Is it legal to give a person who takes notation extra time (eg G/45 but if you take notation you get d10)?
In general, what do people think the fastest time controls is where taking notation to the end of the game will happen the supermajority of the time (eg no losing moves when the clock is under 5m so taking notation is no longer done)?
Trying to schedule/run my first tournament at a location with limited hours. Want notation to be encouraged as my high school team will be playing in it and they need practice and to be able to go over their games with me and Stockfish afterwards.
The kicker in your question is āto the end of the gameā. G/30 (without increment/delay) is plenty of time for most adult or experienced players to take notation for most of the game.
But requiring notation in time trouble would be, well, troubling.
If you want to require notation for the entire game, under current rules you need to organize events that use a time control that includes 30 or more seconds of increment or delay.
Dealing with inexperienced players and/or players under (say) 12 raises separate issues, as do players with physical or other limitations.
There doesnāt appear to be anything in the rulebook against it, though I donāt know of any way to implement it with current clock technology, but I have wondered about the feasibility of a time control that does not involve any increment or delay (or minimal increment/delay) until the last X minutes of the (presumably sudden death) time limit. This would have to be something that is turned on for both players at the same time unless thereās a major rules change to permit having only the player in time trouble get the additional increment/delay.
Such a clock/time control might help organizers with tight schedules for their events, because only the games that get to time trouble have the difficult to predict āextra timeā issues that complicate round scheduling.
Figuring out how to list such a time control presents its own challenge. G/30;+30T5 might be one possibility, it would translate to G/30 no increment/delay until the 5 minute mark is reached, then +30.
Yes, but technically youād do it in reverse. Look at Rule 15A1 and the TD tip:
TD TIP: Directors often deduct time from the clocks of players at the start of the game whom they excuse from keeping score (the most common example would be that of a player excused from keeping score for genuine religious reasons). Their opponents will need to give up thinking time in order to keep score, which the excused player need not do. A good rule of thumb is to deduct 5% of the total game time allotted for each individual player, up to 10 minutes, from the playerās clock that is excused from keeping score.
With a high school team, I think any time control considered classical (so even G/25;d5 or G/30;d0) and possibly even down to G/15;d0 would work.
If I were structuring it, Iād do it G/30;d5 for the notators and G/25;d5 for the non-notators, keeping it a dual time control even for the ones penalized 5 minutes for not taking notation.
X/25;d0, SD/5;+30. Clock set with no move counter and X is defined as a non-predetermined trigger move to turn on +30 increment, or d30 delay. That would mean that at all times a player has at least 30 seconds and notation is always required. That is a very weird time control and thus a major variation.
If you allow games where only one player is taking notation, with that player getting a time penalty, then you need a clock where the delay/increment can be set differently for each player.
Simpler might be to announce a variation of the five minute rule to require notation until a clock gets under 15 minutes. Since you were talking G/45 that may be plenty of time to avoid your newer players getting stressed.
N/30;5+30 (any number of moves in the first 30 minutes, followed by 5 minutes with a 30 second increment) might work.
ā¦thereās also room for some sort of 14H2a version that would accomplish the same thing, but Iām guessing it would be most easily described as its own variant, at which point you could just describe it however you want.
ā¦I wouldnāt do that without experienced players though, as changing clock settings in the middle of a game would be problematic for many of our local players.
Agreed this would end up as a major variation regardless.
Iāve run events where nearly every clock had to be reset at each time control, not fun.
I think it would only work if the clock supported turning on delay/increment at the appropriate point, preferably with some visible signal showing when it is in effect.
And I can hear the moans: Great, I gotta buy ANOTHER clock!?
One thing that I really, really strongly urge of my HS players is to never stop keeping score because the opponent is under 5 minutes. The simple advice is āPlay chess. Not clock.ā It would strike me that it would be a minor (rather than major) rule variation to require players to continue keeping score as long as they have 5 minutes or more. (To be perfectly honest, I would prefer that to be the actual rule, but ā¦). You would be amazed at how well a pair of players can remember what happened even without a score sheet until they get down to a mutual time scramble, at which point Stockfish would probably say āyou guys know how to play chess??ā.
The other pet peeve is players blitzing off moves in a millisecond when they have a five second delay. The āI donāt want to let my opponent think on my timeā isnāt very helpful when you donāt think on your own time either.
This is the FIDE rule, so thereās one way to get it anyway.
8.4 If a player has less than five minutes left on his/her clock during an allotted period of time and does not have additional time of 30 seconds or more added with each move, then for the remainder of the period he/she is not obliged to meet the requirements of Article 8.1.1.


**Directions for this task**
Copy each line that contains the string "Kenwood", taking them from the material.

**Information given**
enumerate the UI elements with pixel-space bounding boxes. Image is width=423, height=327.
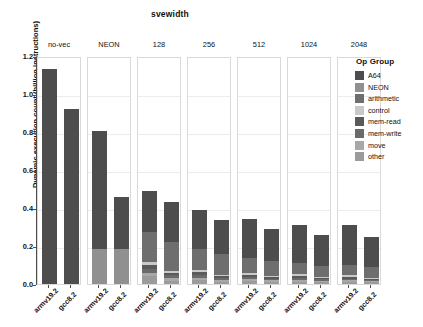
- facet-label-128: 128: [137, 40, 181, 49]
- gridline: [288, 210, 330, 211]
- panel-1024: [287, 57, 331, 285]
- y-tick-label: 1.0: [3, 90, 33, 99]
- gridline: [288, 172, 330, 173]
- bar-segment-other: [164, 281, 179, 284]
- facet-label-256: 256: [187, 40, 231, 49]
- bar-segment-A64: [342, 225, 357, 265]
- bar-512-armv19.2: [242, 219, 257, 284]
- bar-segment-other: [314, 282, 329, 284]
- x-tick-mark: [298, 285, 299, 288]
- x-tick-mark: [98, 285, 99, 288]
- bar-segment-arithmetic: [242, 258, 257, 273]
- bar-segment-A64: [92, 131, 107, 249]
- bar-2048-gcc8.2: [364, 237, 379, 285]
- bar-segment-NEON: [92, 249, 107, 284]
- y-axis-ticks: 0.00.20.40.60.81.01.2: [0, 0, 33, 327]
- facet-label-512: 512: [237, 40, 281, 49]
- y-tick-mark: [33, 171, 36, 172]
- bar-segment-arithmetic: [192, 249, 207, 270]
- x-tick-mark: [348, 285, 349, 288]
- bar-256-gcc8.2: [214, 220, 229, 284]
- y-tick-label: 1.2: [3, 52, 33, 61]
- bar-segment-arithmetic: [292, 263, 307, 274]
- bar-segment-A64: [314, 235, 329, 266]
- bar-NEON-gcc8.2: [114, 197, 129, 284]
- bar-segment-arithmetic: [164, 242, 179, 271]
- bar-segment-A64: [214, 220, 229, 253]
- legend-item-A64: A64: [355, 71, 423, 80]
- panel-NEON: [87, 57, 131, 285]
- bar-segment-other: [364, 282, 379, 284]
- facet-label-NEON: NEON: [87, 40, 131, 49]
- chart-title: svewidth: [0, 9, 340, 19]
- gridline: [238, 210, 280, 211]
- legend-swatch-icon: [355, 94, 364, 103]
- x-tick-mark: [220, 285, 221, 288]
- legend-label: A64: [368, 71, 381, 80]
- bar-segment-other: [142, 276, 157, 284]
- legend-swatch-icon: [355, 117, 364, 126]
- gridline: [188, 134, 230, 135]
- bar-segment-arithmetic: [214, 254, 229, 275]
- legend: Op Group A64NEONarithmeticcontrolmem-rea…: [355, 57, 423, 164]
- legend-swatch-icon: [355, 83, 364, 92]
- x-tick-mark: [198, 285, 199, 288]
- gridline: [338, 172, 380, 173]
- x-tick-label: armv19.2: [232, 290, 257, 315]
- bar-segment-other: [242, 281, 257, 284]
- bar-segment-A64: [364, 237, 379, 268]
- x-tick-mark: [48, 285, 49, 288]
- legend-item-arithmetic: arithmetic: [355, 94, 423, 103]
- legend-label: mem-write: [368, 129, 402, 138]
- bar-segment-arithmetic: [314, 266, 329, 277]
- bar-no-vec-gcc8.2: [64, 109, 79, 284]
- legend-label: NEON: [368, 83, 389, 92]
- y-tick-label: 0.6: [3, 166, 33, 175]
- y-tick-label: 0.8: [3, 128, 33, 137]
- y-tick-mark: [33, 209, 36, 210]
- gridline: [288, 96, 330, 97]
- gridline: [88, 96, 130, 97]
- panel-512: [237, 57, 281, 285]
- bar-segment-NEON: [114, 249, 129, 284]
- gridline: [288, 134, 330, 135]
- panel-no-vec: [37, 57, 81, 285]
- legend-label: move: [368, 141, 386, 150]
- bar-segment-arithmetic: [342, 265, 357, 275]
- chart-figure: svewidth Dynamic execution count (billio…: [0, 0, 423, 327]
- facet-label-2048: 2048: [337, 40, 381, 49]
- bar-NEON-armv19.2: [92, 131, 107, 284]
- bar-128-armv19.2: [142, 191, 157, 284]
- bar-segment-A64: [292, 225, 307, 263]
- x-tick-mark: [370, 285, 371, 288]
- x-tick-label: armv19.2: [182, 290, 207, 315]
- legend-label: other: [368, 152, 384, 161]
- x-tick-mark: [148, 285, 149, 288]
- bar-256-armv19.2: [192, 210, 207, 284]
- y-tick-mark: [33, 285, 36, 286]
- gridline: [188, 172, 230, 173]
- x-tick-mark: [320, 285, 321, 288]
- bar-segment-A64: [242, 219, 257, 258]
- facet-label-no-vec: no-vec: [37, 40, 81, 49]
- gridline: [238, 96, 280, 97]
- legend-swatch-icon: [355, 106, 364, 115]
- bar-128-gcc8.2: [164, 202, 179, 284]
- bar-segment-other: [192, 280, 207, 284]
- y-axis-line: [36, 57, 37, 285]
- legend-label: mem-read: [368, 117, 401, 126]
- bar-segment-A64: [42, 69, 57, 284]
- x-tick-mark: [270, 285, 271, 288]
- legend-item-other: other: [355, 152, 423, 161]
- legend-item-mem-write: mem-write: [355, 129, 423, 138]
- y-tick-label: 0.0: [3, 280, 33, 289]
- y-tick-mark: [33, 95, 36, 96]
- legend-label: arithmetic: [368, 94, 399, 103]
- x-tick-mark: [248, 285, 249, 288]
- x-tick-label: armv19.2: [82, 290, 107, 315]
- bar-segment-A64: [264, 229, 279, 261]
- x-tick-mark: [170, 285, 171, 288]
- bar-no-vec-armv19.2: [42, 69, 57, 284]
- bar-segment-other: [292, 282, 307, 284]
- bar-segment-other: [264, 282, 279, 284]
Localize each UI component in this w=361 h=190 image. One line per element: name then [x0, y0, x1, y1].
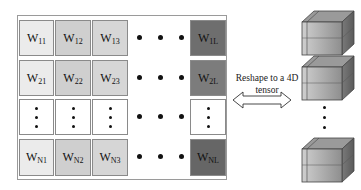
cell-subscript: 1L [209, 37, 218, 46]
cell-base: W [198, 71, 209, 86]
vertical-ellipsis-cell [190, 99, 226, 135]
cell-subscript: NL [208, 156, 219, 165]
tensor-cube-icon [300, 135, 358, 183]
matrix-cell-wn2: WN2 [55, 139, 91, 176]
matrix-cell-w23: W23 [92, 60, 128, 96]
matrix-cell-w22: W22 [55, 60, 91, 96]
horizontal-ellipsis [137, 154, 184, 159]
cell-subscript: 23 [112, 77, 120, 86]
cell-base: W [99, 150, 110, 165]
tensor-vertical-ellipsis [323, 106, 326, 129]
weight-matrix: W11 W12 W13 W1L W21 W22 W23 W2L WN1 WN2 … [17, 15, 227, 180]
tensor-cube-icon [300, 53, 358, 101]
tensor-cube-icon [300, 8, 358, 56]
cell-base: W [63, 71, 74, 86]
cell-subscript: 12 [75, 37, 83, 46]
matrix-cell-w11: W11 [19, 20, 54, 56]
matrix-cell-w1l: W1L [190, 20, 226, 56]
matrix-cell-wnl: WNL [190, 139, 226, 176]
horizontal-ellipsis [137, 35, 184, 40]
cell-subscript: 21 [38, 77, 46, 86]
cell-base: W [27, 31, 38, 46]
matrix-cell-w21: W21 [19, 60, 54, 96]
cell-base: W [100, 31, 111, 46]
matrix-cell-wn1: WN1 [19, 139, 54, 176]
cell-subscript: 22 [75, 77, 83, 86]
cell-subscript: 2L [209, 77, 218, 86]
cell-base: W [197, 150, 208, 165]
vertical-ellipsis-cell [19, 99, 54, 135]
cell-subscript: N2 [74, 156, 84, 165]
cell-base: W [62, 150, 73, 165]
cell-subscript: N3 [111, 156, 121, 165]
reshape-label-line1: Reshape to a 4D [232, 72, 302, 84]
matrix-cell-w12: W12 [55, 20, 91, 56]
cell-base: W [100, 71, 111, 86]
cell-base: W [198, 31, 209, 46]
matrix-cell-w2l: W2L [190, 60, 226, 96]
cell-base: W [63, 31, 74, 46]
cell-base: W [26, 150, 37, 165]
double-arrow-icon [232, 91, 292, 109]
cell-subscript: N1 [37, 156, 47, 165]
cell-subscript: 11 [38, 37, 46, 46]
cell-subscript: 13 [112, 37, 120, 46]
vertical-ellipsis-cell [92, 99, 128, 135]
horizontal-ellipsis [137, 114, 184, 119]
matrix-cell-w13: W13 [92, 20, 128, 56]
cell-base: W [27, 71, 38, 86]
horizontal-ellipsis [137, 75, 184, 80]
matrix-cell-wn3: WN3 [92, 139, 128, 176]
vertical-ellipsis-cell [55, 99, 91, 135]
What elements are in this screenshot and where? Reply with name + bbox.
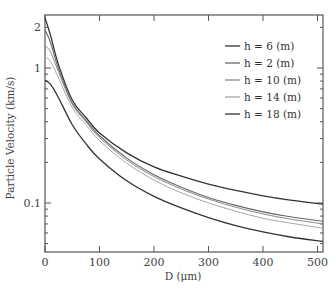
y-tick-label: 1 [34,62,41,75]
x-tick-label: 300 [198,256,219,269]
x-axis-label: D (μm) [165,270,202,282]
series-line-h-10-m [45,46,323,224]
x-tick-label: 100 [89,256,110,269]
legend-label: h = 10 (m) [244,74,301,86]
legend-label: h = 2 (m) [244,57,294,69]
legend-label: h = 6 (m) [244,40,294,52]
x-tick-label: 500 [307,256,328,269]
y-axis-label: Particle Velocity (km/s) [4,77,16,200]
legend: h = 6 (m)h = 2 (m)h = 10 (m)h = 14 (m)h … [225,40,301,120]
x-tick-label: 0 [42,256,49,269]
x-tick-label: 200 [144,256,165,269]
chart-canvas: 0.112 0100200300400500 h = 6 (m)h = 2 (m… [0,0,336,290]
y-axis: 0.112 [24,21,324,243]
y-tick-label: 0.1 [24,197,42,210]
y-tick-label: 2 [34,21,41,34]
legend-label: h = 18 (m) [244,108,301,120]
legend-label: h = 14 (m) [244,91,301,103]
x-tick-label: 400 [253,256,274,269]
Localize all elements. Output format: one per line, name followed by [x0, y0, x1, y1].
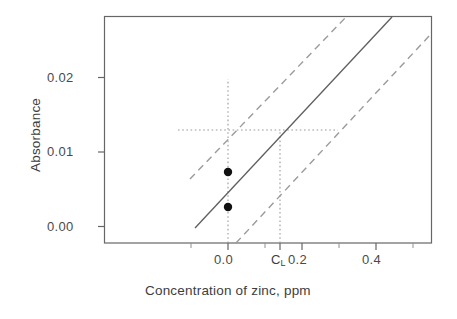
y-axis-ticks — [98, 78, 105, 227]
x-axis-ticks — [228, 243, 376, 250]
data-point — [224, 203, 232, 211]
detection-limit-label: CL — [271, 252, 285, 267]
x-axis-title: Concentration of zinc, ppm — [145, 283, 311, 298]
y-tick-label-0: 0.00 — [47, 219, 74, 234]
detection-limit-label-main: C — [271, 252, 280, 267]
plot-canvas — [0, 0, 457, 319]
chart-figure: 0.00 0.01 0.02 0.0 0.2 0.4 CL Concentrat… — [0, 0, 457, 319]
x-tick-label-1: 0.2 — [288, 252, 307, 267]
y-tick-label-1: 0.01 — [47, 144, 74, 159]
x-tick-label-0: 0.0 — [214, 252, 233, 267]
detection-limit-label-sub: L — [280, 258, 285, 268]
y-tick-label-2: 0.02 — [47, 70, 74, 85]
x-tick-label-2: 0.4 — [362, 252, 381, 267]
data-point — [224, 168, 232, 176]
y-axis-title: Absorbance — [28, 98, 43, 172]
plot-frame — [105, 17, 432, 244]
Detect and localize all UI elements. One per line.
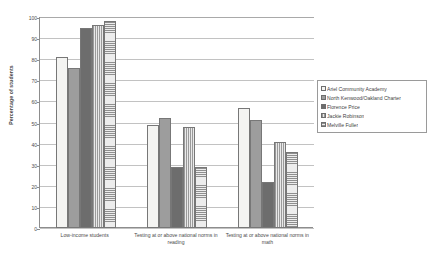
legend-label-3: Florence Price: [327, 104, 360, 110]
y-tick-label-40: 40: [31, 142, 37, 148]
y-tick-label-80: 80: [31, 57, 37, 63]
legend-item-1[interactable]: Ariel Community Academy: [321, 84, 424, 93]
legend-swatch-5: [321, 122, 326, 127]
plot-area: 1009080706050403020100: [39, 17, 313, 228]
y-tick-label-0: 0: [34, 226, 37, 232]
bar-1-1: [56, 57, 68, 228]
legend-swatch-3: [321, 104, 326, 109]
y-tick-label-10: 10: [31, 205, 37, 211]
legend-item-5[interactable]: Melville Fuller: [321, 120, 424, 129]
bar-3-5: [286, 152, 298, 228]
bar-groups: [40, 17, 314, 228]
bar-1-4: [92, 25, 104, 228]
legend-swatch-2: [321, 95, 326, 100]
legend-item-3[interactable]: Florence Price: [321, 102, 424, 111]
legend-item-4[interactable]: Jackie Robinson: [321, 111, 424, 120]
bar-3-3: [262, 182, 274, 228]
legend-label-4: Jackie Robinson: [327, 113, 364, 119]
y-tick-label-100: 100: [29, 15, 37, 21]
gridline-0: 0: [40, 228, 314, 229]
bar-3-4: [274, 142, 286, 229]
legend-label-1: Ariel Community Academy: [327, 86, 387, 92]
bar-2-3: [171, 167, 183, 228]
legend-swatch-1: [321, 86, 326, 91]
y-tick-label-50: 50: [31, 121, 37, 127]
legend: Ariel Community AcademyNorth Kenwood/Oak…: [317, 80, 427, 133]
category-label-1: Low-income students: [39, 232, 130, 258]
bar-1-3: [80, 28, 92, 228]
y-tick-label-70: 70: [31, 78, 37, 84]
category-labels: Low-income studentsTesting at or above n…: [39, 232, 313, 258]
bar-1-2: [68, 68, 80, 228]
bar-group-2: [131, 17, 222, 228]
bar-3-1: [238, 108, 250, 228]
bar-2-2: [159, 118, 171, 228]
bar-1-5: [104, 21, 116, 228]
category-label-3: Testing at or above national norms in ma…: [222, 232, 313, 258]
legend-swatch-4: [321, 113, 326, 118]
category-label-2: Testing at or above national norms in re…: [130, 232, 221, 258]
y-tick-label-90: 90: [31, 36, 37, 42]
bar-group-1: [40, 17, 131, 228]
legend-label-5: Melville Fuller: [327, 122, 358, 128]
y-tick-label-20: 20: [31, 184, 37, 190]
y-axis-title: Percentage of students: [8, 40, 14, 150]
y-tick-label-60: 60: [31, 99, 37, 105]
bar-group-3: [223, 17, 314, 228]
bar-2-5: [195, 167, 207, 228]
legend-label-2: North Kenwood/Oakland Charter: [327, 95, 401, 101]
bar-2-4: [183, 127, 195, 228]
y-tickmark-0: [37, 229, 40, 230]
y-tick-label-30: 30: [31, 163, 37, 169]
bar-2-1: [147, 125, 159, 228]
legend-item-2[interactable]: North Kenwood/Oakland Charter: [321, 93, 424, 102]
bar-chart: Percentage of students 10090807060504030…: [0, 0, 431, 266]
bar-3-2: [250, 120, 262, 228]
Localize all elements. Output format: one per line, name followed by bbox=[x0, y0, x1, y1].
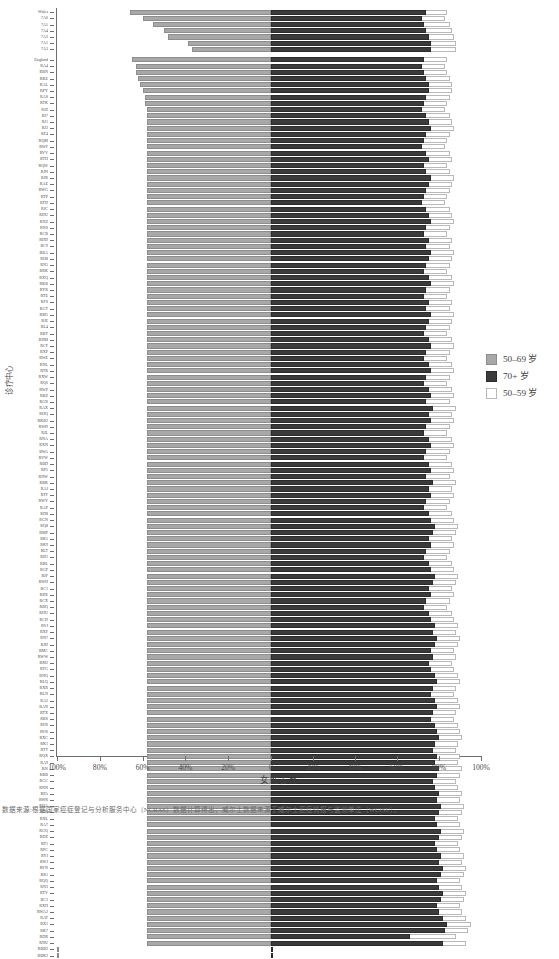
bar-50-69 bbox=[147, 480, 271, 485]
x-tick-mark bbox=[143, 756, 144, 761]
y-tick-mark bbox=[50, 296, 54, 297]
y-tick-mark bbox=[50, 893, 54, 894]
y-tick-mark bbox=[50, 489, 54, 490]
bar-50-69 bbox=[147, 586, 271, 591]
bar-50-69 bbox=[147, 319, 271, 324]
bar-50-69 bbox=[147, 698, 271, 703]
legend-swatch bbox=[486, 371, 497, 382]
bar-70-plus bbox=[271, 941, 443, 946]
bar-70-plus bbox=[271, 735, 439, 740]
x-tick-label: 60% bbox=[377, 763, 417, 772]
y-tick-mark bbox=[50, 744, 54, 745]
bar-70-plus bbox=[271, 443, 431, 448]
bar-70-plus bbox=[271, 368, 431, 373]
x-tick-mark bbox=[185, 756, 186, 761]
bar-50-69 bbox=[147, 872, 271, 877]
bar-50-69 bbox=[147, 455, 271, 460]
bar-50-69 bbox=[147, 281, 271, 286]
bar-50-69 bbox=[147, 486, 271, 491]
y-tick-mark bbox=[50, 533, 54, 534]
bar-50-69 bbox=[147, 381, 271, 386]
y-tick-mark bbox=[50, 875, 54, 876]
bar-50-69 bbox=[147, 505, 271, 510]
bar-50-69 bbox=[147, 717, 271, 722]
bar-70-plus bbox=[271, 393, 431, 398]
bar-50-69 bbox=[147, 878, 271, 883]
bar-50-69 bbox=[147, 748, 271, 753]
y-tick-mark bbox=[50, 97, 54, 98]
y-tick-mark bbox=[50, 551, 54, 552]
bar-50-69 bbox=[147, 350, 271, 355]
y-tick-mark bbox=[50, 837, 54, 838]
y-tick-label: RDZ bbox=[40, 834, 48, 840]
bar-70-plus bbox=[271, 47, 431, 52]
bar-70-plus bbox=[271, 511, 429, 516]
bar-50-69 bbox=[147, 686, 271, 691]
y-tick-label: RBT bbox=[40, 330, 48, 336]
bar-50-69 bbox=[138, 76, 271, 81]
bar-50-69 bbox=[57, 953, 59, 958]
x-tick-label: 20% bbox=[293, 763, 333, 772]
bar-50-69 bbox=[147, 256, 271, 261]
bar-70-plus bbox=[271, 57, 424, 62]
bar-50-69 bbox=[147, 791, 271, 796]
y-tick-mark bbox=[50, 900, 54, 901]
y-tick-mark bbox=[50, 570, 54, 571]
y-tick-mark bbox=[50, 725, 54, 726]
y-tick-label: RC9 bbox=[40, 243, 48, 249]
bar-70-plus bbox=[271, 686, 433, 691]
y-tick-label: RHU bbox=[39, 610, 48, 616]
bar-70-plus bbox=[271, 312, 431, 317]
bar-70-plus bbox=[271, 219, 431, 224]
y-tick-label: RNZ bbox=[40, 218, 48, 224]
y-tick-mark bbox=[50, 601, 54, 602]
y-tick-label: RVN bbox=[40, 865, 48, 871]
bar-50-69 bbox=[147, 729, 271, 734]
bar-70-plus bbox=[271, 741, 435, 746]
bar-70-plus bbox=[271, 835, 439, 840]
bar-70-plus bbox=[271, 841, 435, 846]
y-tick-mark bbox=[50, 234, 54, 235]
y-tick-mark bbox=[50, 215, 54, 216]
bar-70-plus bbox=[271, 325, 426, 330]
y-tick-label: RRK bbox=[40, 268, 48, 274]
y-tick-mark bbox=[50, 203, 54, 204]
y-tick-mark bbox=[50, 862, 54, 863]
y-tick-mark bbox=[50, 166, 54, 167]
bar-50-69 bbox=[136, 70, 271, 75]
y-tick-label: RQ6 bbox=[40, 380, 48, 386]
bar-70-plus bbox=[271, 667, 431, 672]
bar-50-69 bbox=[147, 822, 271, 827]
bar-50-69 bbox=[147, 860, 271, 865]
y-tick-label: RFR bbox=[40, 722, 48, 728]
bar-70-plus bbox=[271, 22, 424, 27]
y-tick-mark bbox=[50, 159, 54, 160]
y-tick-mark bbox=[50, 390, 54, 391]
y-tick-label: RTK bbox=[40, 100, 48, 106]
bar-50-69 bbox=[147, 157, 271, 162]
bar-70-plus bbox=[271, 387, 429, 392]
y-tick-mark bbox=[50, 402, 54, 403]
bar-70-plus bbox=[271, 829, 441, 834]
x-tick-label: 20% bbox=[208, 763, 248, 772]
bar-70-plus bbox=[271, 194, 424, 199]
bar-50-69 bbox=[147, 518, 271, 523]
y-tick-mark bbox=[50, 844, 54, 845]
y-tick-mark bbox=[50, 856, 54, 857]
bar-50-69 bbox=[147, 723, 271, 728]
bar-50-69 bbox=[147, 574, 271, 579]
bar-50-69 bbox=[143, 88, 271, 93]
x-tick-mark bbox=[439, 756, 440, 761]
bar-70-plus bbox=[271, 723, 435, 728]
bar-50-69 bbox=[147, 536, 271, 541]
y-tick-label: RC3 bbox=[40, 896, 48, 902]
y-tick-mark bbox=[50, 197, 54, 198]
bar-50-69 bbox=[147, 462, 271, 467]
y-tick-label: RBK2 bbox=[38, 952, 48, 958]
y-tick-mark bbox=[50, 209, 54, 210]
bar-50-69 bbox=[147, 449, 271, 454]
y-tick-mark bbox=[50, 949, 54, 950]
bar-50-69 bbox=[147, 530, 271, 535]
bar-70-plus bbox=[271, 16, 422, 21]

**Response area**
legend: Ariel Community AcademyNorth Kenwood/Oak…: [317, 80, 427, 133]
legend-label-2: North Kenwood/Oakland Charter: [327, 95, 401, 101]
legend-item-2[interactable]: North Kenwood/Oakland Charter: [321, 93, 424, 102]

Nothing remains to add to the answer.